Why Listen to Triathlon Swimming Foundations
Because Gesell is not selling a secret method. He is solving a specific problem for a specific person: the age-group triathlete who has registered for an Ironman 70.3 or a sprint tri and knows that the swim is where confidence goes to die. The drills in this book are described as fundamental enough that strong swimmers attempting them discovered gaps in their technique they had never noticed. That is a meaningful credential. The book also belongs to the Triathlon Foundations Series, which means if the approach works for you in the water, there is a parallel framework for the bike and run legs from the same coaching voice, and the methodology stays consistent across all three disciplines.
What to Watch For in Triathlon Swimming Foundations
At two hours and thirty-six minutes this is a short listen, and some of the drill descriptions would benefit from visual reference. Gesell’s YouTube channel exists and has demonstrations for many of the concepts covered here, so treating this audiobook as the conceptual layer and the channel as the visual companion is a reasonable approach. Competitive swimmers or athletes who have had formal coaching may find the foundational level covers ground they already know. This is calibrated firmly for the beginner to intermediate range and does not pretend otherwise, which is the right call given its audience.

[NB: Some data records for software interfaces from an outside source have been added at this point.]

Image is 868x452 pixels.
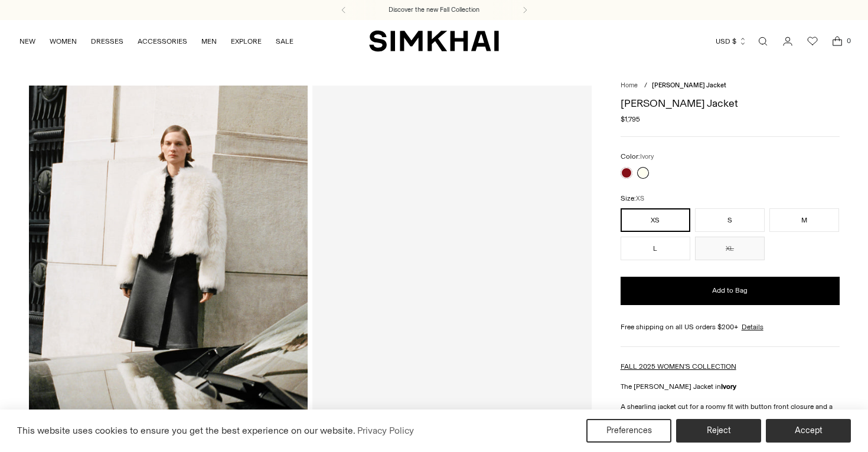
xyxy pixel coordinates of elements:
[766,419,851,443] button: Accept
[712,286,747,296] span: Add to Bag
[621,193,644,204] label: Size:
[20,29,35,54] a: NEW
[138,29,187,54] a: ACCESSORIES
[50,29,77,54] a: WOMEN
[621,114,640,124] span: $1,795
[621,81,638,89] a: Home
[716,29,747,54] button: USD $
[843,35,854,46] span: 0
[695,209,765,232] button: S
[801,29,824,53] a: Wishlist
[621,98,840,108] h1: [PERSON_NAME] Jacket
[721,383,736,391] strong: Ivory
[751,29,775,53] a: Open search modal
[389,5,479,15] a: Discover the new Fall Collection
[621,81,840,91] nav: breadcrumbs
[621,237,690,261] button: L
[276,29,294,54] a: SALE
[644,81,647,91] div: /
[769,209,839,232] button: M
[369,29,499,53] a: SIMKHAI
[621,362,736,371] a: FALL 2025 WOMEN'S COLLECTION
[652,81,726,89] span: [PERSON_NAME] Jacket
[676,419,761,443] button: Reject
[91,29,124,54] a: DRESSES
[621,381,840,392] p: The [PERSON_NAME] Jacket in
[636,195,644,203] span: XS
[231,29,261,54] a: EXPLORE
[695,237,765,261] button: XL
[586,419,671,443] button: Preferences
[356,422,416,440] a: Privacy Policy (opens in a new tab)
[776,29,799,53] a: Go to the account page
[621,277,840,305] button: Add to Bag
[741,322,763,332] a: Details
[201,29,217,54] a: MEN
[826,29,849,53] a: Open cart modal
[17,425,356,436] span: This website uses cookies to ensure you get the best experience on our website.
[621,209,690,232] button: XS
[621,322,840,332] div: Free shipping on all US orders $200+
[621,402,840,423] p: A shearling jacket cut for a roomy fit with button front closure and a crew neckline.
[640,153,654,160] span: Ivory
[621,151,654,163] label: Color:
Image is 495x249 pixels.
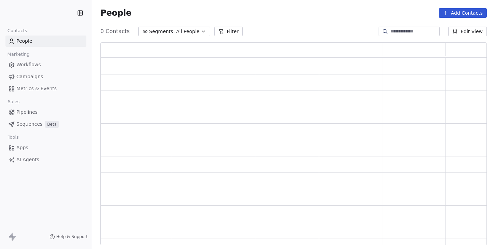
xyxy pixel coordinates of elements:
button: Filter [215,27,243,36]
button: Add Contacts [439,8,487,18]
span: Metrics & Events [16,85,57,92]
span: Sales [5,97,23,107]
span: People [100,8,132,18]
span: Apps [16,144,28,151]
a: Workflows [5,59,86,70]
span: People [16,38,32,45]
span: Pipelines [16,109,38,116]
span: Tools [5,132,22,142]
a: Apps [5,142,86,153]
span: 0 Contacts [100,27,130,36]
a: Help & Support [50,234,88,239]
a: SequencesBeta [5,119,86,130]
span: Sequences [16,121,42,128]
a: Pipelines [5,107,86,118]
a: Metrics & Events [5,83,86,94]
span: AI Agents [16,156,39,163]
button: Edit View [449,27,487,36]
span: Workflows [16,61,41,68]
a: Campaigns [5,71,86,82]
span: Beta [45,121,59,128]
a: AI Agents [5,154,86,165]
span: Campaigns [16,73,43,80]
span: Segments: [149,28,175,35]
span: Marketing [4,49,32,59]
span: Contacts [4,26,30,36]
span: Help & Support [56,234,88,239]
span: All People [176,28,199,35]
a: People [5,36,86,47]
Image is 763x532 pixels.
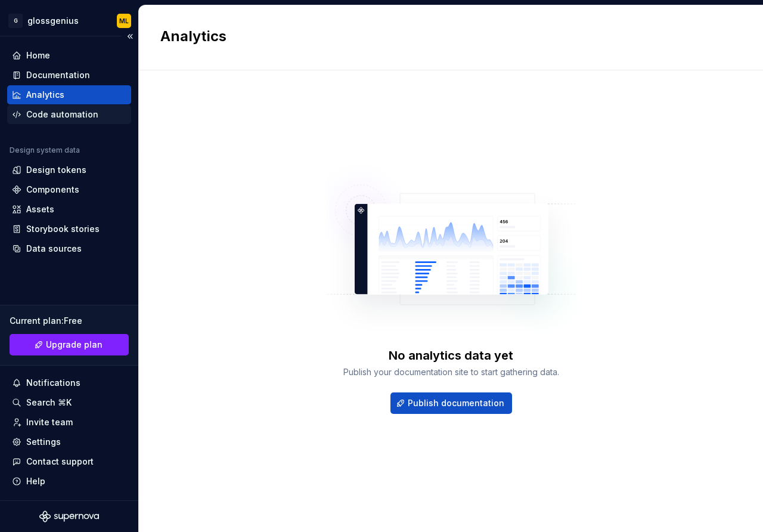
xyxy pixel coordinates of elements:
[26,89,64,101] div: Analytics
[26,396,71,408] div: Search ⌘K
[7,413,131,431] a: Invite team
[391,393,512,414] button: Publish documentation
[26,436,61,448] div: Settings
[46,339,103,350] span: Upgrade plan
[7,472,131,490] button: Help
[26,377,80,389] div: Notifications
[7,373,131,393] button: Notifications
[10,315,128,327] div: Current plan : Free
[7,239,131,258] a: Data sources
[10,145,80,155] div: Design system data
[27,15,79,27] div: glossgenius
[7,66,131,84] a: Documentation
[26,475,45,487] div: Help
[7,452,131,471] button: Contact support
[7,160,131,180] a: Design tokens
[26,223,99,235] div: Storybook stories
[26,184,79,195] div: Components
[7,393,131,412] button: Search ⌘K
[26,203,54,215] div: Assets
[7,432,131,452] a: Settings
[7,200,131,219] a: Assets
[8,14,23,28] div: G
[26,69,90,81] div: Documentation
[121,28,138,45] button: Collapse sidebar
[40,511,99,522] svg: Supernova Logo
[26,49,50,62] div: Home
[26,455,93,467] div: Contact support
[389,347,513,364] div: No analytics data yet
[7,85,131,104] a: Analytics
[7,180,131,199] a: Components
[119,16,128,26] div: ML
[7,46,131,65] a: Home
[26,108,99,121] div: Code automation
[343,366,559,378] div: Publish your documentation site to start gathering data.
[7,105,131,124] a: Code automation
[26,164,86,176] div: Design tokens
[26,416,73,428] div: Invite team
[7,219,131,239] a: Storybook stories
[160,27,727,46] h2: Analytics
[26,243,82,254] div: Data sources
[10,334,128,356] button: Upgrade plan
[3,8,136,33] button: GglossgeniusML
[408,397,504,409] span: Publish documentation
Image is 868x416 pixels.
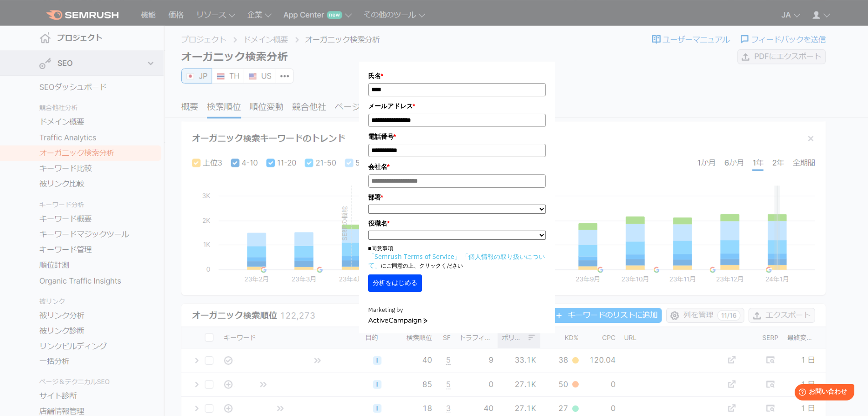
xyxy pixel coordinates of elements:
[368,162,547,172] label: 会社名
[368,218,547,228] label: 役職名
[368,252,546,269] a: 「個人情報の取り扱いについて」
[368,305,547,315] div: Marketing by
[368,131,547,141] label: 電話番号
[368,70,547,80] label: 氏名
[368,244,547,270] p: ■同意事項 にご同意の上、クリックください
[368,274,423,292] button: 分析をはじめる
[788,380,858,406] iframe: Help widget launcher
[368,192,547,203] label: 部署
[368,252,461,260] a: 「Semrush Terms of Service」
[368,101,547,111] label: メールアドレス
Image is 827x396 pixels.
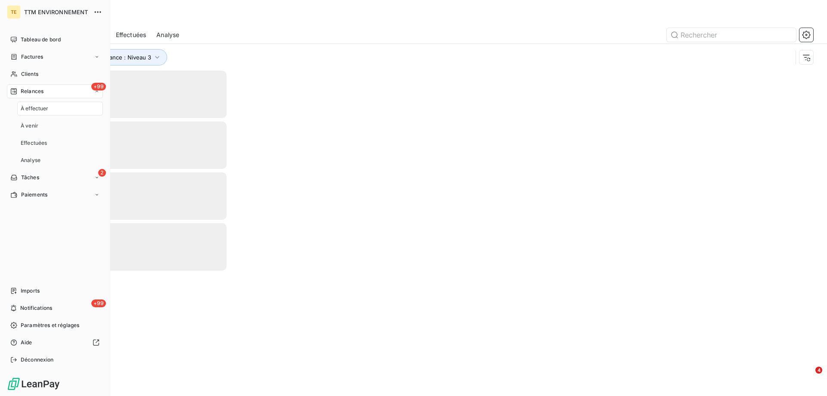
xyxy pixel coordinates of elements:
[7,5,21,19] div: TE
[20,304,52,312] span: Notifications
[21,156,41,164] span: Analyse
[798,367,819,387] iframe: Intercom live chat
[21,53,43,61] span: Factures
[21,321,79,329] span: Paramètres et réglages
[21,139,47,147] span: Effectuées
[21,36,61,44] span: Tableau de bord
[21,287,40,295] span: Imports
[156,31,179,39] span: Analyse
[21,122,38,130] span: À venir
[74,54,151,61] span: Niveau de relance : Niveau 3
[24,9,88,16] span: TTM ENVIRONNEMENT
[21,70,38,78] span: Clients
[21,191,47,199] span: Paiements
[91,83,106,90] span: +99
[816,367,823,374] span: 4
[667,28,796,42] input: Rechercher
[21,105,49,112] span: À effectuer
[116,31,147,39] span: Effectuées
[21,356,54,364] span: Déconnexion
[7,377,60,391] img: Logo LeanPay
[21,339,32,346] span: Aide
[98,169,106,177] span: 2
[61,49,167,66] button: Niveau de relance : Niveau 3
[91,300,106,307] span: +99
[7,336,103,349] a: Aide
[21,174,39,181] span: Tâches
[21,87,44,95] span: Relances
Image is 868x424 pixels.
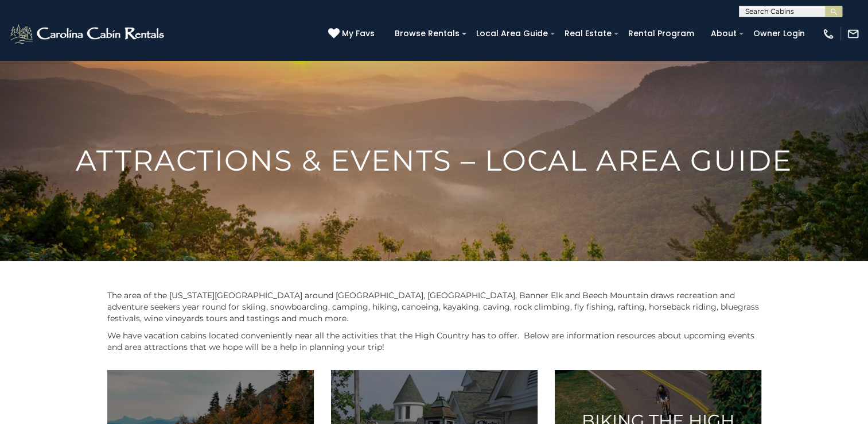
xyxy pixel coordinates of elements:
[342,27,375,40] span: My Favs
[470,25,554,42] a: Local Area Guide
[107,290,761,324] p: The area of the [US_STATE][GEOGRAPHIC_DATA] around [GEOGRAPHIC_DATA], [GEOGRAPHIC_DATA], Banner E...
[559,25,617,42] a: Real Estate
[823,27,835,40] img: phone-regular-white.png
[847,27,860,40] img: mail-regular-white.png
[329,27,378,40] a: My Favs
[623,25,700,42] a: Rental Program
[389,25,465,42] a: Browse Rentals
[8,22,167,45] img: White-1-2.png
[748,25,811,42] a: Owner Login
[107,329,761,352] p: We have vacation cabins located conveniently near all the activities that the High Country has to...
[705,25,743,42] a: About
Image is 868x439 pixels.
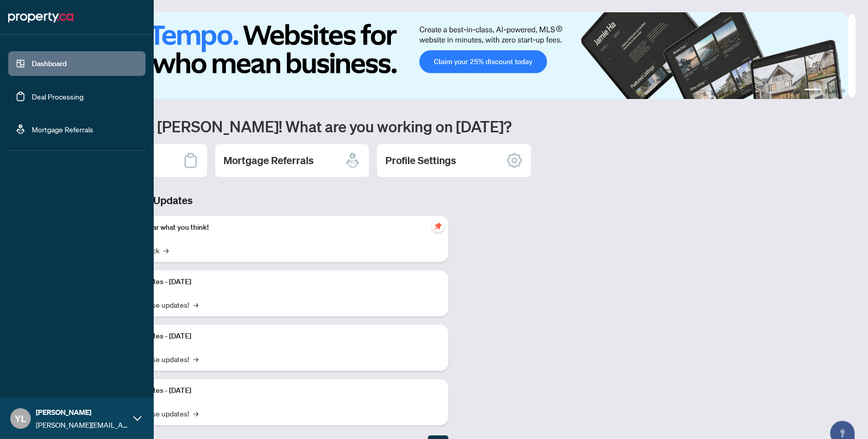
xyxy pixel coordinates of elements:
a: Deal Processing [32,92,84,101]
img: logo [8,9,73,25]
h3: Brokerage & Industry Updates [53,193,449,207]
button: 2 [826,89,830,93]
p: Platform Updates - [DATE] [108,385,440,396]
h1: Welcome back [PERSON_NAME]! What are you working on [DATE]? [53,116,856,136]
span: [PERSON_NAME][EMAIL_ADDRESS][DOMAIN_NAME] [36,418,129,430]
p: We want to hear what you think! [108,222,440,234]
span: [PERSON_NAME] [36,406,129,417]
span: YL [15,411,26,425]
span: → [163,245,169,256]
img: Slide 0 [53,12,848,98]
span: pushpin [433,220,445,232]
button: 3 [833,89,838,93]
button: Open asap [828,402,858,433]
span: → [193,298,198,310]
span: → [193,353,198,364]
a: Dashboard [32,59,67,68]
a: Mortgage Referrals [32,125,93,134]
p: Platform Updates - [DATE] [108,330,440,341]
h2: Mortgage Referrals [223,153,313,168]
button: 1 [805,89,821,93]
h2: Profile Settings [386,153,456,168]
p: Platform Updates - [DATE] [108,276,440,287]
span: → [193,407,198,418]
button: 4 [842,89,845,93]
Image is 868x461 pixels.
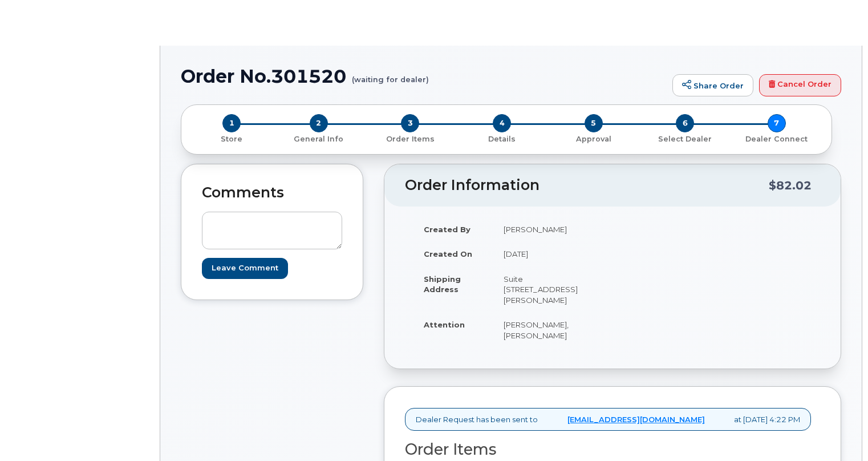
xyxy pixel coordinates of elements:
[552,134,635,144] p: Approval
[191,133,273,144] a: 1 Store
[769,175,812,196] div: $82.02
[585,114,603,133] span: 5
[457,133,548,144] a: 4 Details
[401,114,419,133] span: 3
[352,66,429,84] small: (waiting for dealer)
[493,217,604,242] td: [PERSON_NAME]
[461,134,543,144] p: Details
[424,250,472,258] strong: Created On
[369,134,452,144] p: Order Items
[759,74,841,97] a: Cancel Order
[405,441,811,458] h2: Order Items
[202,185,342,201] h2: Comments
[424,320,465,329] strong: Attention
[365,133,457,144] a: 3 Order Items
[181,66,667,86] h1: Order No.301520
[405,408,811,432] div: Dealer Request has been sent to at [DATE] 4:22 PM
[273,133,365,144] a: 2 General Info
[493,241,604,266] td: [DATE]
[568,414,705,425] a: [EMAIL_ADDRESS][DOMAIN_NAME]
[639,133,731,144] a: 6 Select Dealer
[405,178,769,193] h2: Order Information
[493,266,604,313] td: Suite [STREET_ADDRESS][PERSON_NAME]
[195,134,269,144] p: Store
[493,114,511,133] span: 4
[548,133,639,144] a: 5 Approval
[493,312,604,347] td: [PERSON_NAME], [PERSON_NAME]
[310,114,328,133] span: 2
[278,134,360,144] p: General Info
[672,74,754,97] a: Share Order
[676,114,694,133] span: 6
[424,275,461,295] strong: Shipping Address
[223,114,241,133] span: 1
[202,258,288,279] input: Leave Comment
[424,225,470,234] strong: Created By
[644,134,727,144] p: Select Dealer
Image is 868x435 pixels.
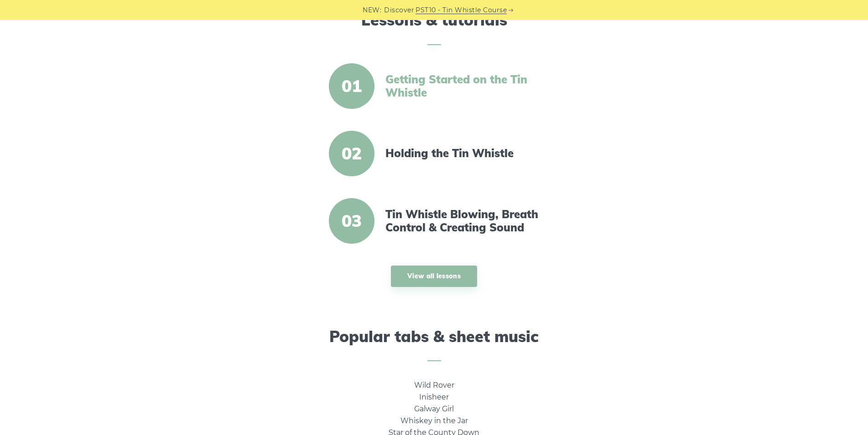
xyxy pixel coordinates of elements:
[414,404,454,413] a: Galway Girl
[391,265,477,287] a: View all lessons
[400,416,468,425] a: Whiskey in the Jar
[415,5,507,15] a: PST10 - Tin Whistle Course
[385,208,542,234] a: Tin Whistle Blowing, Breath Control & Creating Sound
[385,73,542,99] a: Getting Started on the Tin Whistle
[177,11,691,45] h2: Lessons & tutorials
[362,5,381,15] span: NEW:
[329,198,374,244] span: 03
[385,147,542,160] a: Holding the Tin Whistle
[384,5,414,15] span: Discover
[177,327,691,361] h2: Popular tabs & sheet music
[329,64,374,109] span: 01
[329,131,374,176] span: 02
[414,381,454,390] a: Wild Rover
[419,393,448,401] a: Inisheer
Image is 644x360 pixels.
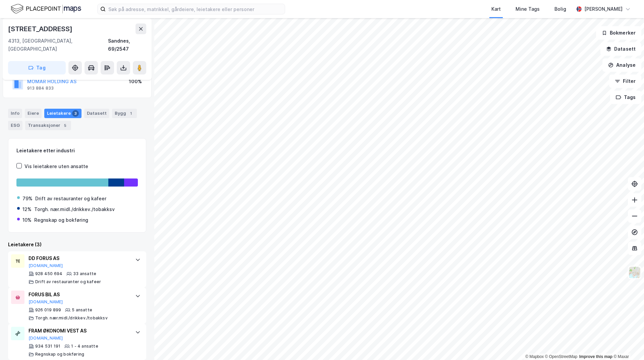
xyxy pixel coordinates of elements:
[23,206,32,214] div: 12%
[8,241,146,249] div: Leietakere (3)
[600,42,641,56] button: Datasett
[596,26,641,40] button: Bokmerker
[112,109,137,118] div: Bygg
[72,110,79,117] div: 3
[8,109,22,118] div: Info
[35,279,101,285] div: Drift av restauranter og kafeer
[72,307,92,313] div: 5 ansatte
[584,5,623,13] div: [PERSON_NAME]
[35,344,61,349] div: 934 531 191
[29,299,63,305] button: [DOMAIN_NAME]
[555,5,566,13] div: Bolig
[11,3,81,15] img: logo.f888ab2527a4732fd821a326f86c7f29.svg
[29,327,128,335] div: FRAM ØKONOMI VEST AS
[628,266,641,279] img: Z
[525,354,544,359] a: Mapbox
[29,291,128,299] div: FORUS BIL AS
[25,121,71,130] div: Transaksjoner
[610,328,644,360] iframe: Chat Widget
[545,354,578,359] a: OpenStreetMap
[35,307,61,313] div: 926 019 899
[29,254,128,263] div: DD FORUS AS
[27,86,54,91] div: 913 884 833
[34,206,115,214] div: Torgh. nær.midl./drikkev./tobakksv
[8,121,23,130] div: ESG
[610,91,641,104] button: Tags
[23,216,32,224] div: 10%
[35,315,108,321] div: Torgh. nær.midl./drikkev./tobakksv
[71,344,98,349] div: 1 - 4 ansatte
[129,78,142,86] div: 100%
[62,122,69,129] div: 5
[8,24,74,34] div: [STREET_ADDRESS]
[108,37,146,53] div: Sandnes, 69/2547
[17,147,138,155] div: Leietakere etter industri
[602,58,641,72] button: Analyse
[29,335,63,341] button: [DOMAIN_NAME]
[8,37,108,53] div: 4313, [GEOGRAPHIC_DATA], [GEOGRAPHIC_DATA]
[492,5,501,13] div: Kart
[73,271,96,277] div: 33 ansatte
[35,271,63,277] div: 928 450 694
[29,263,63,269] button: [DOMAIN_NAME]
[25,162,88,170] div: Vis leietakere uten ansatte
[127,110,134,117] div: 1
[84,109,109,118] div: Datasett
[8,61,66,75] button: Tag
[44,109,82,118] div: Leietakere
[609,75,641,88] button: Filter
[106,4,285,14] input: Søk på adresse, matrikkel, gårdeiere, leietakere eller personer
[25,109,42,118] div: Eiere
[23,195,33,203] div: 79%
[610,328,644,360] div: Kontrollprogram for chat
[35,352,84,357] div: Regnskap og bokføring
[579,354,612,359] a: Improve this map
[516,5,540,13] div: Mine Tags
[35,195,106,203] div: Drift av restauranter og kafeer
[34,216,88,224] div: Regnskap og bokføring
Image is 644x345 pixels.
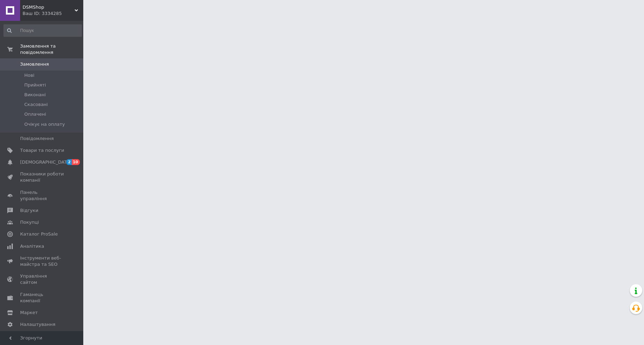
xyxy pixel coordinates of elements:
span: Покупці [20,219,39,225]
span: Прийняті [24,82,46,88]
span: Відгуки [20,207,38,214]
span: Управління сайтом [20,273,64,285]
span: Інструменти веб-майстра та SEO [20,255,64,267]
span: Аналітика [20,243,44,249]
span: Панель управління [20,189,64,202]
span: Очікує на оплату [24,121,65,127]
span: Каталог ProSale [20,231,58,237]
span: [DEMOGRAPHIC_DATA] [20,159,72,165]
span: Налаштування [20,321,56,327]
span: Замовлення та повідомлення [20,43,83,56]
span: Повідомлення [20,136,54,142]
span: Виконані [24,92,46,98]
span: 10 [72,159,80,165]
span: Гаманець компанії [20,291,64,304]
span: Товари та послуги [20,147,64,154]
span: DSMShop [22,4,75,10]
div: Ваш ID: 3334285 [22,10,83,17]
span: Замовлення [20,61,49,67]
input: Пошук [3,24,82,37]
span: Показники роботи компанії [20,171,64,183]
span: Скасовані [24,101,48,108]
span: 2 [66,159,72,165]
span: Маркет [20,309,38,316]
span: Оплачені [24,111,46,118]
span: Нові [24,72,34,79]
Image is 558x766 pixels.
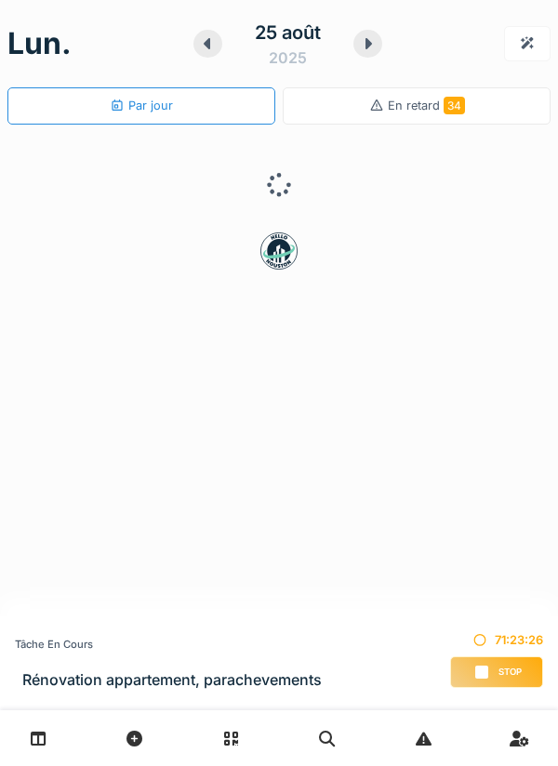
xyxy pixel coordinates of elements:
[498,666,522,679] span: Stop
[7,26,72,61] h1: lun.
[15,637,322,653] div: Tâche en cours
[255,19,321,46] div: 25 août
[388,99,465,113] span: En retard
[22,671,322,689] h3: Rénovation appartement, parachevements
[260,232,298,270] img: badge-BVDL4wpA.svg
[110,97,173,114] div: Par jour
[269,46,307,69] div: 2025
[450,631,543,649] div: 71:23:26
[444,97,465,114] span: 34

Who Should Listen to Triathlon Swimming Foundations
First-time triathlon participants, especially those with open-water anxiety or no formal swim coaching background. Adult returners to swimming who swam casually in youth but never learned proper technique. Anyone who has searched for triathlon swimming tips and found the advice too generic to implement in actual pool sessions. Less useful for experienced swimmers or multi-sport athletes who are already comfortable in open water and looking for race-specific performance gains rather than foundational confidence building from the ground up.
Frequently Asked Questions
Does this book work for someone who has never done a triathlon before but is training for their first sprint or 70.3?
Yes, that is precisely the audience Taren Gesell designed it for. Multiple reviewers mention signing up for their first triathlon and finding this book after searching for swim-specific guidance. The system is built from the assumption that the listener is not a trained swimmer.
Is this audiobook part of a series, and do I need the other books to use it?
It is the first book in the Triathlon Foundations Series. Each book covers one discipline of the sport independently, so you do not need the others to benefit from this one. It stands alone as a swimming resource.
How does Taren Gesell’s self-narration compare to a professional audiobook narrator for instructional content?
Reviewers consistently respond well to it. His YouTube background gives him a conversational authority that makes technical drill descriptions feel approachable rather than clinical. For this type of coaching content, the personal voice is an advantage over a professional narrator who might deliver the material with less felt understanding of the material.
Are the drills described in enough detail to execute without video reference?
Mostly yes, though Gesell’s YouTube channel provides visual demonstrations for many of the techniques covered. Reviewers describe successfully implementing the drills from the audio descriptions alone, but combining the audiobook with the channel content will give you a richer picture.